Across the branches of Christianity, baptism is practised in different ways, including through aspersion (sprinkling water over the head) and affusion (pouring water over the head). Pentecostals typically practise immersion baptism because, according to the World Mission Society Church of God website, “When burying a dead body, it is not enough to just sprinkle a shovelful of dirt over it once or twice.” This view is consistent with the doctrine more broadly, which holds that faith cannot be found through ritual or thinking, but must be powerfully experienced through the human body, a temple of the Holy Spirit.
It took only five minutes for firefighters to arrive at the Lodge in trucks carrying hundreds of gallons of water. By that point, though, the place was well on its way to being uninhabitable – or perhaps, more uninhabitable than it had always been. Throughout the night and into the next day, almost 90 firefighters from 33 trucks battled the blaze. The truck carrying a 32-metre ladder was out of order, under maintenance. According to some reports, it had been out of order for more than 400 days. While firefighters awaited a back-up truck, they used the standard 17-metre ladders to battle the “nightmare scenario,” as one fire chief put it.
Nearby cafés, including the one that sells the Snickers doughnuts I like, encouraged patrons to support the fire and police services. Those services did, by all accounts, an excellent job. They were not just contending, though, with the work of a 48-year-old arsonist. They were contending with years of policy and regulation that had in effect doused the place in gasoline.

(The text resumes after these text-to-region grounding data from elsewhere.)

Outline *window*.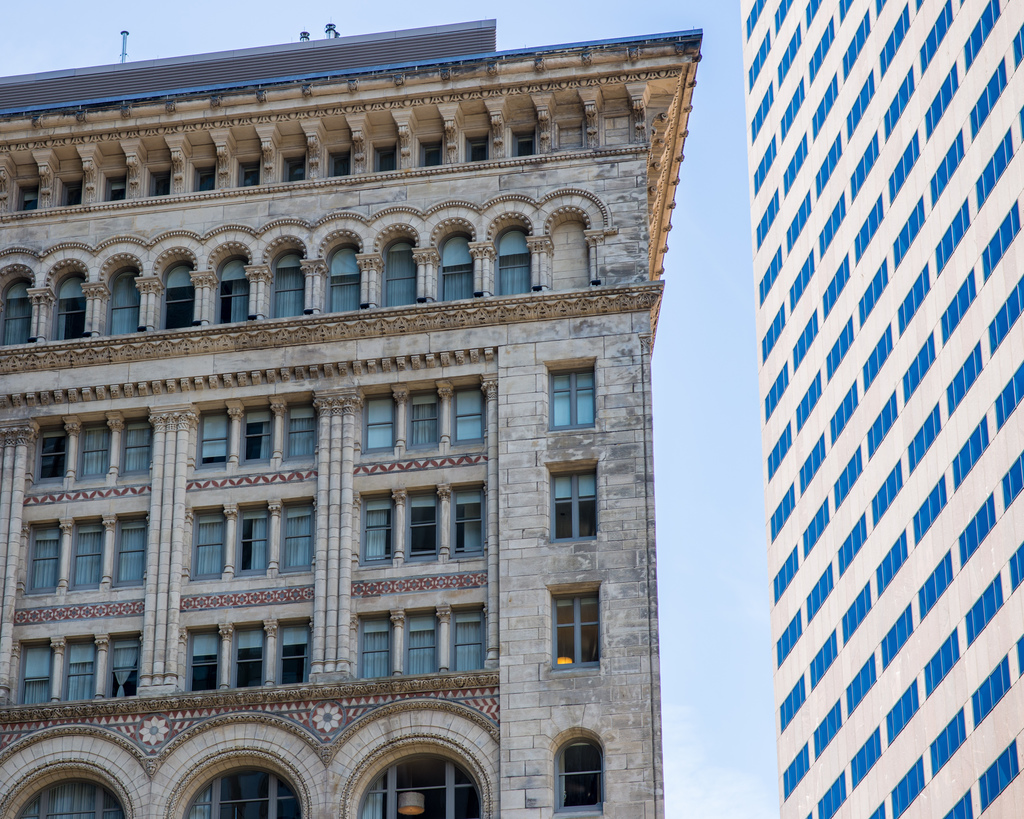
Outline: (126, 427, 152, 472).
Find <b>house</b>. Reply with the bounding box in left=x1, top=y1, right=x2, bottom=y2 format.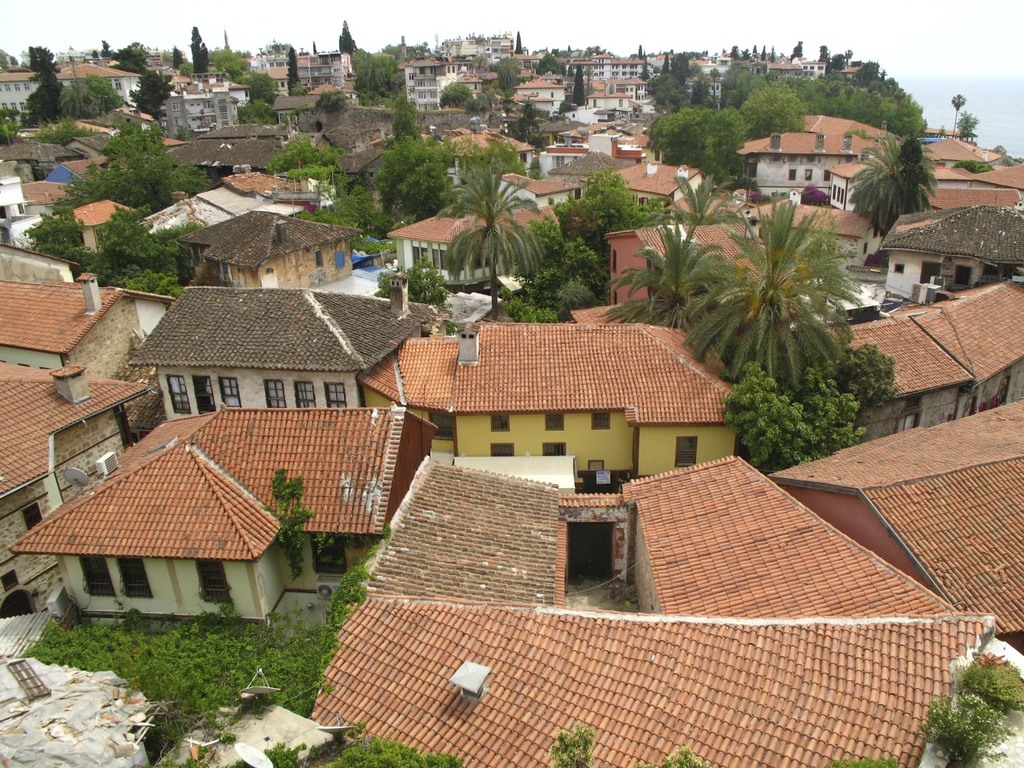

While the Lodge no longer exists, the building itself is still standing, and I continue to walk by it, morning and evening, on my way to work. In the immediate aftermath of the fire, the bus-stop across the road was filled with flowers, cards, and pictures of the victims. For a time, a few former Lodge residents kept vigil. They may have been the same residents who alerted their neighbours to the blaze, calling for them and knocking on their doors, before running or crawling or jumping to safety.
There is a security fence around the first floor of the building now. At some point, I assume the whole place will be demolished. There are no set plans for the site, as far as I know, although I imagine its size and location will so appeal to developers that it will sell itself. While Lowe & Co have taken the billboard down, it remained up there for so long, still easily visible from my apartment.
“A round of silent applause,” it read.